Small citations add up to big problems in Skid Row and South LA



It’s rare to catch Becky Dennison alone at her desk. Co-director of the Los Angeles Community Action Network, Dennison spends many of her working hours with community leaders, committee heads, and the homeless and low income people her nonprofit seeks to help.

In the past month, she’s been to housing protests, court cases, and police commissioner meetings. But recently, more and more of her group’s time and energy have been devoted to helping people deal with one thing: crosswalk violations.

In between bites of instant noodles, Dennison spoke from her funky, loft-like office in the Community Action Network’s headquarters downtown about the transformation of the group over time.

Since the organization was founded over 12 years ago, Dennison has seen changes in the size and scope of the group’s membership, but also in the primary issues they’re addressing. What started as a nonprofit hoping to fix civil rights violations in Skid Row morphed into a housing and tenants’ rights group and now, more recently, they’ve added a legal clinic to help people deal with the massive amount of citations that are handed out downtown.

The emphasis shifted in 2006 with the start of LAPD’s Safer Cities Initiative, which put 50 extra officers in Skid Row and embraced the “broken windows” theory of policing. The thought was that if the increased police presence could help control quality of life issues like vandalism, bigger issues like violent crimes and robberies would also drop.

The success of the initiative depends on whom you ask. Police say crime is down, and even though it was supposed to be an intensive, nine-month project, the initiative is still going on almost five years later.

Dennison thinks the project is directly related to the gentrification of downtown. “It’s our position, so it’s an unfounded opinion, but it is based in reality, is that the point of Safer Cities was to clear folks out of the area. The original name for it was the Homeless Reduction Strategy.”

Whatever the name, the operation has seen increased levels of tickets and citations throughout Skid Row. “In the first year alone they gave 12,000 citations out in a community that’s home to 15,000 people,” Dennison said.

“And so, for people who don’t break the law, the tickets are a way to get folks into the system, and get them a warrant, and then when you do the sweep, you find the warrant and you put people in jail,” she continued. “And the idea is, if you put folks in jail enough times, they’ll just give up and leave the neighborhood.”

As it turns out, people have not left the neighborhood—Dennison said they’re grounded in Skid Row because all their services are there.

And a 2008 study by UCLA concluded that the Safer Cities Initiative did not reduce crime in Skid Row except in the case of robberies, where there was a reduction in one robbery per year for each officer assigned to the area.

But the people seeking help at Community Action Network’s legal clinic are not worried about robberies, Dennison said. They’re working about citations.
“The reason we took on the citations in the clinic is because for simple crosswalk violations, you’ve got a $160 fine to begin with, you can’t pay it within a couple months and it’s $666 dollars, and then you have a warrant, and then you’re in jail.”

And Dennison is careful to point out that these crosswalk violations are different from jaywalking or “or actual things that could put people at risk.”

“Something like 80 percent of our tickets are for walking on the flashing don’t walk sign, which just means you basically didn’t walk fast enough,” Dennison said.

While there are some other options for legal aid in Skid Row, Community Action Network is the only one that directly addresses these citations and helps to get the tickets dismissed.

“And then for those that we can’t get outright dismissed, we can get a much more reasonable community service,” Dennison said. She explained for community services sentences through the court, there’s still a fee involved. Through Community Action Network people are able to perform those same service options for free.

At a Board of Police Commissioners meeting about the Safer Cities Initiative in early March, Central Division Captain Todd Chamberlain told Annenberg Radio News that the officers in the initiative go above and beyond their duties. “These people are not assigned there,” said Chamberlain. “They make a choice to come and work in the SCI area. That’s an extremely difficult and unique adventure to go out into every single day, and yet they do it with a passion and they do it because they really got a calling in their heart of hearts to be there supporting that community.”

Dennison still thinks the endless tickets and citations are less about support and more about trying to move undesirable people out of an area that’s otherwise just waiting to be gentrified.

“You walk around the city, do you get jaywalking tickets?” she asked. “I’ve never gotten one anywhere, including here. It’s a very targeted effort.”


- Exercise instructions -
Below is a listing; give only the number of its lines that contain the word "contrast".
****
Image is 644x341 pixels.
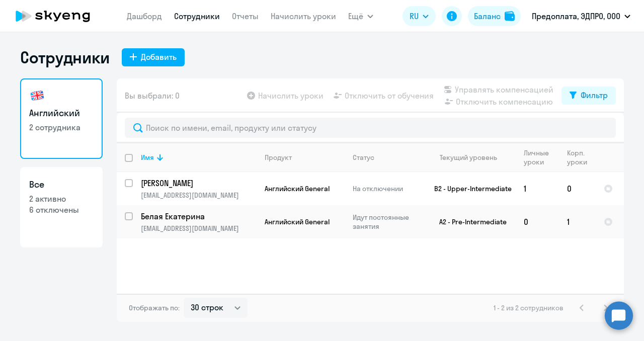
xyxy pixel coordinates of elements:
td: 0 [516,206,558,238]
p: 6 отключены [29,204,94,216]
div: Продукт [265,153,292,162]
span: Английский General [265,217,329,226]
td: 0 [558,172,596,206]
span: Ещё [348,10,363,22]
div: Корп. уроки [567,148,589,166]
td: 1 [516,172,558,206]
td: A2 - Pre-Intermediate [422,206,516,238]
span: RU [409,10,418,22]
a: Английский2 сотрудника [20,78,103,159]
div: Баланс [474,10,500,22]
span: Вы выбрали: 0 [125,89,179,102]
span: 1 - 2 из 2 сотрудников [493,303,563,312]
div: Личные уроки [524,148,558,166]
h1: Сотрудники [20,47,110,67]
button: Фильтр [561,86,616,105]
div: Продукт [265,153,344,162]
a: Все2 активно6 отключены [20,167,103,247]
p: [EMAIL_ADDRESS][DOMAIN_NAME] [141,191,256,200]
p: 2 активно [29,193,94,204]
button: Ещё [348,6,373,26]
div: Статус [353,153,374,162]
p: Белая Екатерина [141,211,255,222]
div: Фильтр [580,89,608,101]
p: [EMAIL_ADDRESS][DOMAIN_NAME] [141,224,256,233]
h3: Все [29,178,94,191]
div: Текущий уровень [430,153,515,162]
h3: Английский [29,106,94,120]
button: Предоплата, ЭДПРО, ООО [527,4,635,28]
div: Имя [141,153,154,162]
p: Идут постоянные занятия [353,213,421,231]
a: Белая Екатерина [141,211,256,222]
a: [PERSON_NAME] [141,177,256,188]
button: Балансbalance [468,6,520,26]
div: Статус [353,153,421,162]
img: balance [505,11,515,21]
span: Отображать по: [129,303,179,312]
button: RU [402,6,436,26]
p: На отключении [353,184,421,193]
img: english [29,87,45,104]
p: [PERSON_NAME] [141,177,255,188]
div: Личные уроки [524,148,552,166]
td: B2 - Upper-Intermediate [422,172,516,206]
a: Дашборд [126,11,162,21]
p: Предоплата, ЭДПРО, ООО [531,10,620,22]
div: Текущий уровень [439,153,497,162]
span: Английский General [265,184,329,193]
a: Отчеты [232,11,258,21]
div: Корп. уроки [567,148,595,166]
td: 1 [558,206,596,238]
div: Добавить [141,51,176,63]
p: 2 сотрудника [29,122,94,133]
a: Сотрудники [174,11,220,21]
button: Добавить [122,48,185,66]
div: Имя [141,153,256,162]
a: Начислить уроки [270,11,336,21]
input: Поиск по имени, email, продукту или статусу [125,117,616,137]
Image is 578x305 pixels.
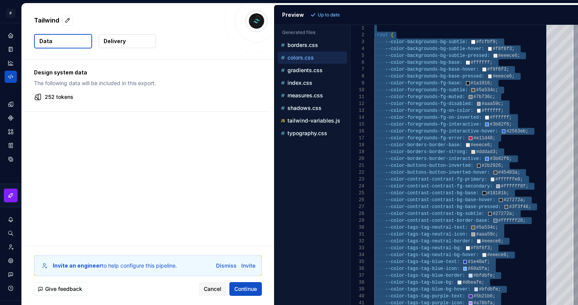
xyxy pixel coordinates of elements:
[509,204,528,210] span: #3f3f46
[2,5,20,21] button: P
[525,129,528,134] span: ;
[385,260,459,265] span: --color-tags-tag-blue-text:
[385,39,467,45] span: --color-backgrounds-bg-subtle:
[385,88,467,93] span: --color-foregrounds-fg-subtle:
[350,80,364,87] div: 9
[462,280,481,285] span: #dbeafe
[385,53,490,58] span: --color-backgrounds-bg-subtle-pressed:
[350,128,364,135] div: 16
[277,79,347,87] button: index.css
[350,197,364,204] div: 26
[490,81,492,86] span: ;
[277,41,347,49] button: borders.css
[5,29,17,42] a: Home
[287,105,321,111] p: shadows.css
[487,266,490,272] span: ;
[277,54,347,62] button: colors.css
[350,238,364,245] div: 32
[53,263,102,269] b: Invite an engineer
[487,67,506,72] span: #f8f6f3
[5,241,17,253] div: Invite team
[6,9,15,18] div: P
[287,80,312,86] p: index.css
[385,149,467,155] span: --color-borders-border-strong:
[350,142,364,149] div: 18
[5,269,17,281] div: Contact support
[490,60,492,65] span: ;
[385,81,462,86] span: --color-foregrounds-fg-base:
[385,60,462,65] span: --color-backgrounds-bg-base:
[476,225,495,230] span: #5a534c
[473,136,492,141] span: #e11d48
[476,232,495,237] span: #aaa59c
[498,287,501,292] span: ;
[506,253,509,258] span: ;
[522,198,525,203] span: ;
[34,16,59,25] p: Tailwind
[385,225,467,230] span: --color-tags-tag-neutral-text:
[385,177,487,182] span: --color-contrast-contrast-fg-primary:
[350,183,364,190] div: 24
[476,149,495,155] span: #dddad3
[5,112,17,124] a: Components
[495,149,498,155] span: ;
[481,108,500,114] span: #ffffff
[5,214,17,226] button: Notifications
[481,239,500,244] span: #eeece6
[350,39,364,45] div: 3
[277,66,347,75] button: gradients.css
[498,170,517,175] span: #45403a
[45,93,73,101] p: 252 tokens
[522,218,525,224] span: ;
[350,169,364,176] div: 22
[385,115,481,120] span: --color-foregrounds-fg-on-inverted:
[506,129,525,134] span: #2563eb
[385,156,481,162] span: --color-borders-border-interactive:
[229,282,262,296] button: Continue
[350,293,364,300] div: 40
[350,224,364,231] div: 30
[385,280,454,285] span: --color-tags-tag-blue-bg:
[5,255,17,267] a: Settings
[385,67,478,72] span: --color-backgrounds-bg-base-hover:
[487,253,506,258] span: #eeece6
[34,34,92,49] button: Data
[216,262,237,270] button: Dismiss
[501,184,525,189] span: #ffffff8f
[350,73,364,80] div: 8
[199,282,226,296] button: Cancel
[528,204,531,210] span: ;
[517,53,520,58] span: ;
[512,46,514,52] span: ;
[473,273,492,279] span: #bfdbfe
[104,37,126,45] p: Delivery
[525,184,528,189] span: ;
[5,153,17,165] a: Data sources
[350,190,364,197] div: 25
[350,231,364,238] div: 31
[385,170,490,175] span: --color-buttons-button-inverted-hover:
[478,287,498,292] span: #bfdbfe
[5,227,17,240] div: Search ⌘K
[374,32,388,38] span: :root
[385,294,465,299] span: --color-tags-tag-purple-text:
[473,294,492,299] span: #5b21b6
[512,211,514,217] span: ;
[350,279,364,286] div: 38
[350,101,364,107] div: 12
[350,156,364,162] div: 20
[476,88,495,93] span: #5a534c
[385,74,484,79] span: --color-backgrounds-bg-base-pressed:
[481,280,484,285] span: ;
[350,87,364,94] div: 10
[481,101,500,107] span: #aaa59c
[5,139,17,152] a: Storybook stories
[350,252,364,259] div: 34
[385,129,498,134] span: --color-foregrounds-fg-interactive-hover:
[385,211,484,217] span: --color-contrast-contrast-bg-subtle:
[385,218,490,224] span: --color-contrast-contrast-border-base:
[385,287,470,292] span: --color-tags-tag-blue-bg-hover:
****
- Answer for this exercise -
3